3× silentYou know the provider bill, but not what one completed task costs, or that a customer on a $99 plan is burning $500 of inference a month.
negative marginRAF speaks the OpenAI-compatible API, so one base-URL change points your client at it. From there it routes to any frontier or open-source model, and every call inherits budgets, cache, retries, redaction, and a durable cost ledger. No app rewrite.
Swap OPENAI_BASE_URL to your RAF endpoint. Streaming and non-streaming both pass through untouched.
Every call lands in a durable ledger: tokens, cost, latency, cache state, provider, retry, all by tenant and feature.
Turn on budgets, exact cache, retry/admission, PII redaction and egress allow-lists. Policies apply at the gateway.
RAF surfaces savings, safety events, and what to optimize next in realtime, with a scheduled summary pushed to inbox and Slack.
Every proxied call passes through the same policy layer, so control is centralized instead of re-implemented in every service.
Caps by tenant, route, feature, model, and environment, enforced with atomic reserve-and-settle before the provider call.
dailymonthly50/80/90/100%Identical prompts return instantly, with avoided provider cost attributed to the savings report.
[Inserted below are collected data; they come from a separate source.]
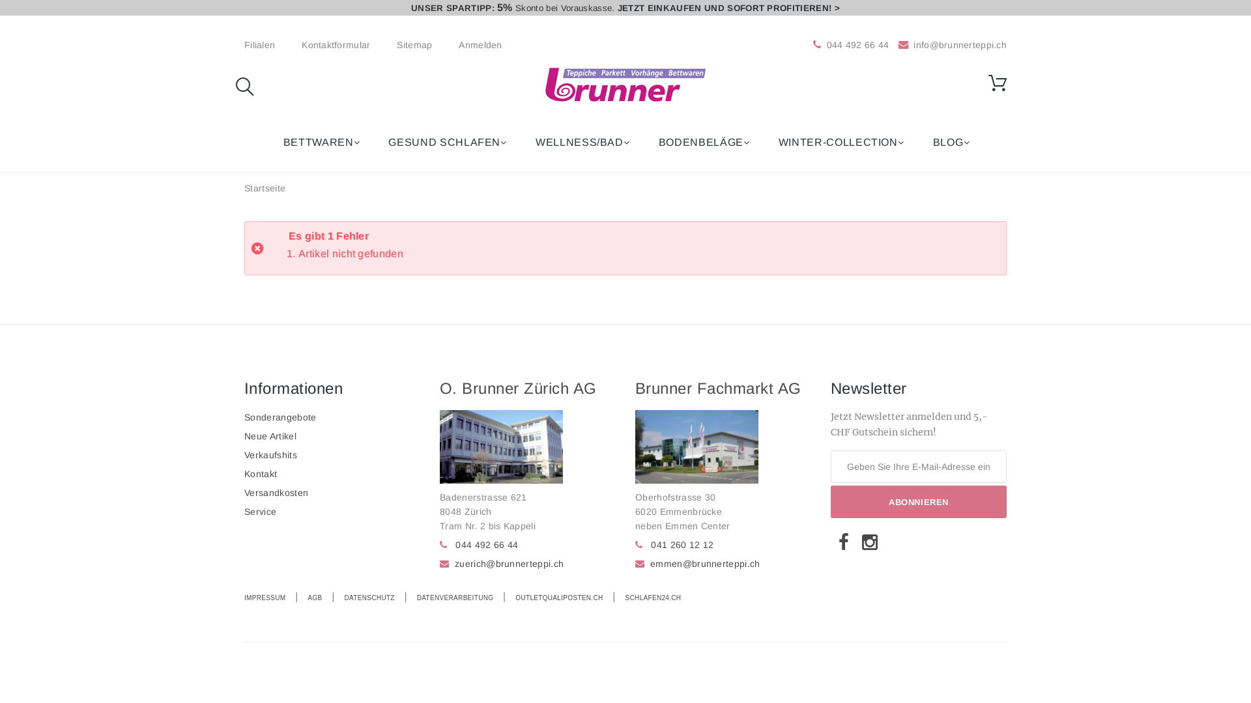 This screenshot has height=703, width=1251. What do you see at coordinates (336, 45) in the screenshot?
I see `Kontaktformular` at bounding box center [336, 45].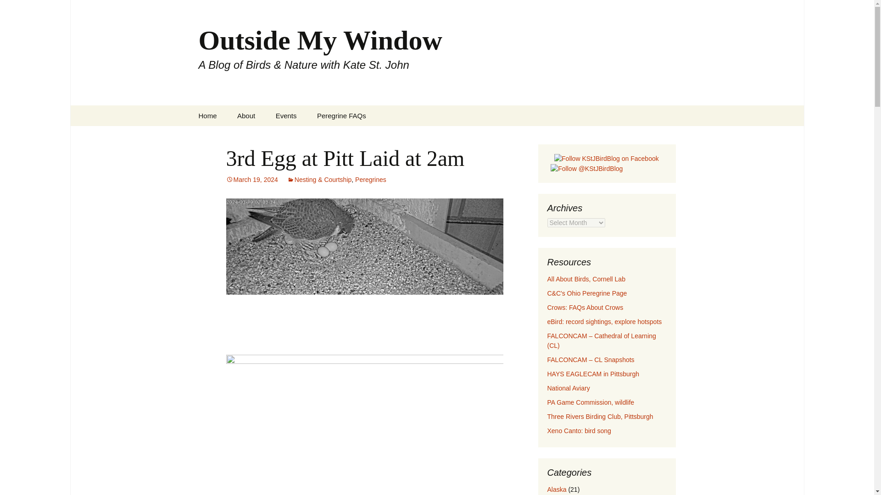 The height and width of the screenshot is (495, 881). Describe the element at coordinates (286, 116) in the screenshot. I see `Events` at that location.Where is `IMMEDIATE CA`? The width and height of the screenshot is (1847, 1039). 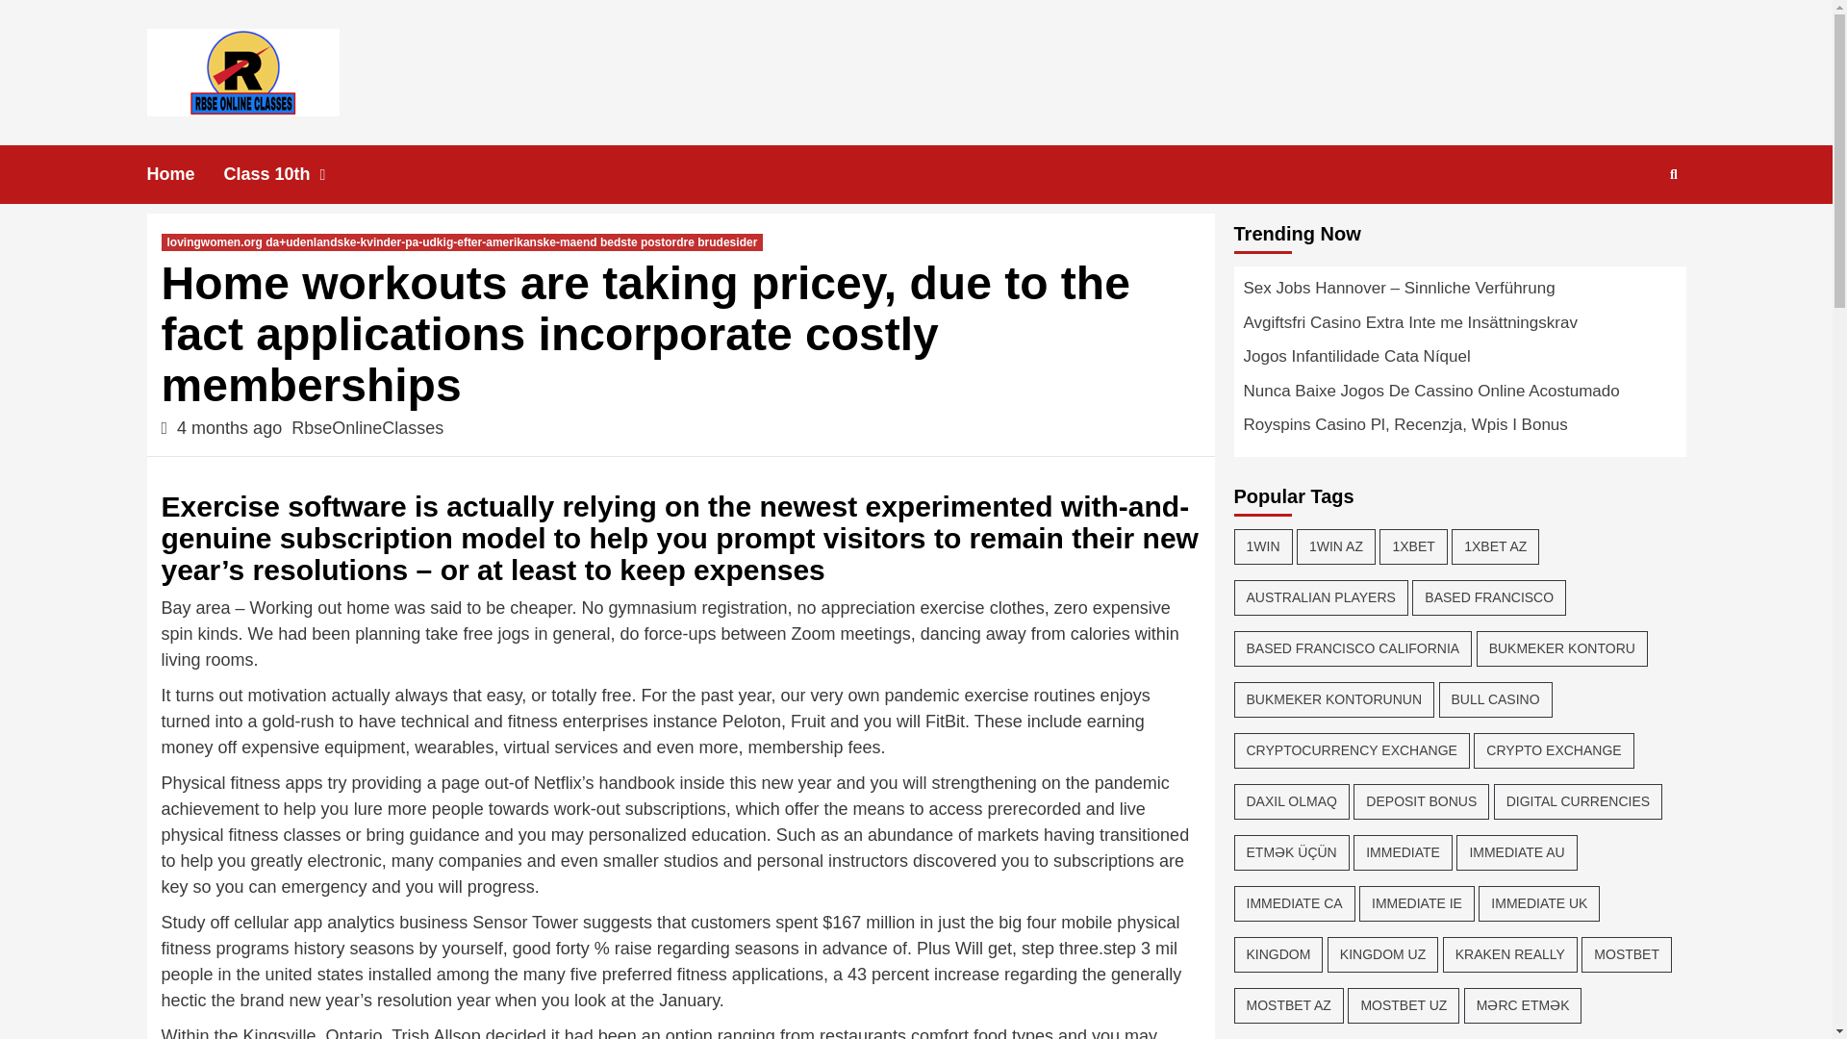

Tenant-scoped by default.
redisshared-replicaJittered backoff on retryable errors and per-provider token-bucket admission, so no thundering herds and no surprise 429s.
jittertoken-bucketDefault pack catches email, SSN, cards, IPs, AWS keys, JWTs, tokens, PEM material; redact or block at egress.
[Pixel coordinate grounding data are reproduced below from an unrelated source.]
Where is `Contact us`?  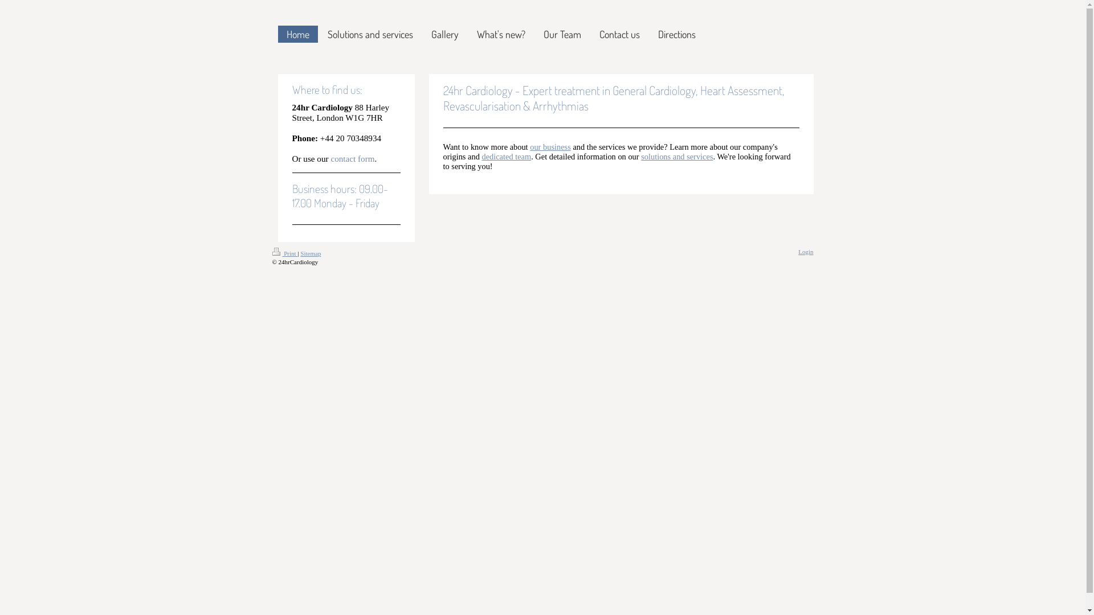 Contact us is located at coordinates (619, 34).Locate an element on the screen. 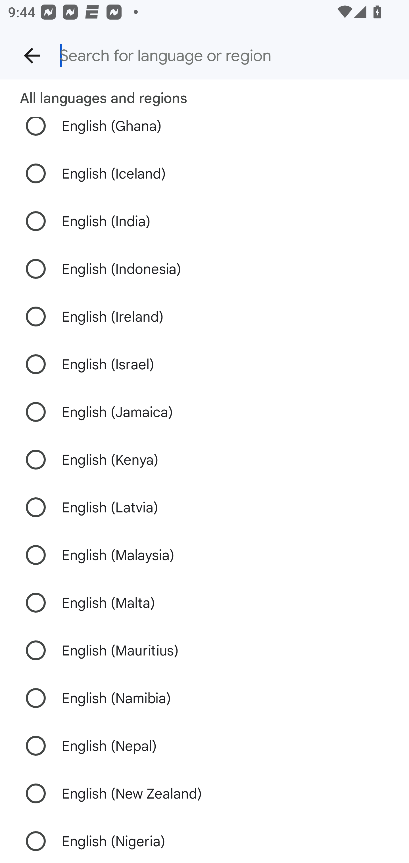 This screenshot has height=863, width=409. Navigate up is located at coordinates (32, 56).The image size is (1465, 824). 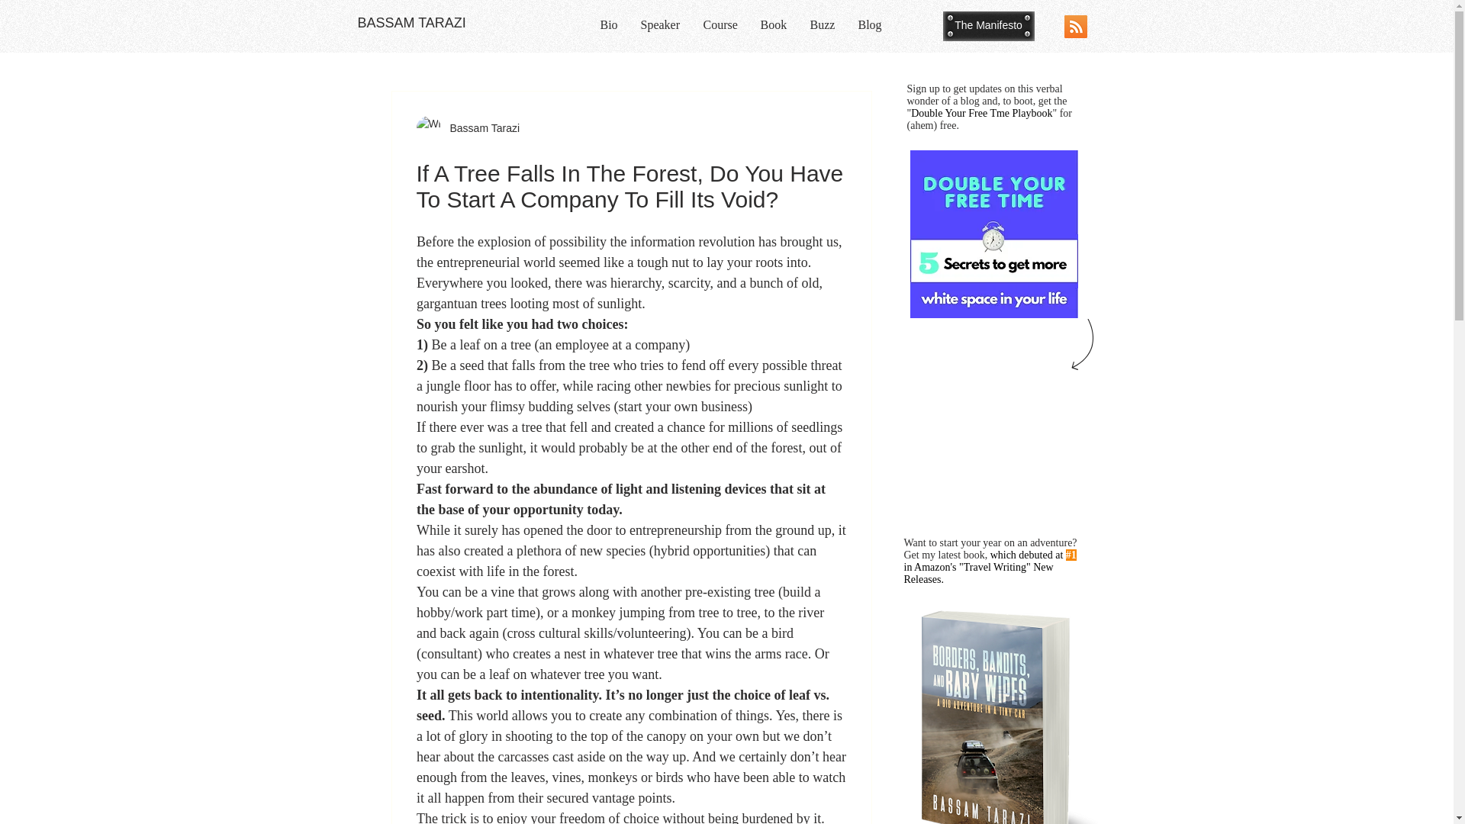 What do you see at coordinates (480, 128) in the screenshot?
I see `Bassam Tarazi` at bounding box center [480, 128].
9 categoriesstrict-blockPrompts can only reach approved destinations. Every block is recorded with reason for security review.
allow-listpolicy-logEvery call, even blocked ones, recorded with tokens, cost, latency, cache, retry, and error. Export CSV, JSONL, OTLP.
per-tenantOpenTelemetrySession-velocity limits stop retry storms and near-duplicate loops before they become a $20K weekend invoice.
session-caploop-guardRoll calls up into what one completed task, tenant, or outcome actually costs, not just what you spent.
per-taskper-tenantFlags prompt bloat, duplicate calls, cheaper-model candidates, and provider reliability, ranked by est. savings.
cache-opsdowngradeOne normalized ledger, every view. Filter by feature, route, tenant, model, provider, or environment and every panel updates live across spend, savings, quality, latency, and safety.
Nothing about your stack changes except what now flows through the middle, and what you finally get to see.
routebudgetcachegraderedactledgerRAF is built for one outcome: a buyer learns where their LLM money goes, and what they can safely save, within a day, not a quarter.
Run RAF in shadow mode for 72 hours and we'll send back an assessment of what it would save, cache, and safely downgrade on your real traffic. Or book a 30-minute design-partner session to scope it together.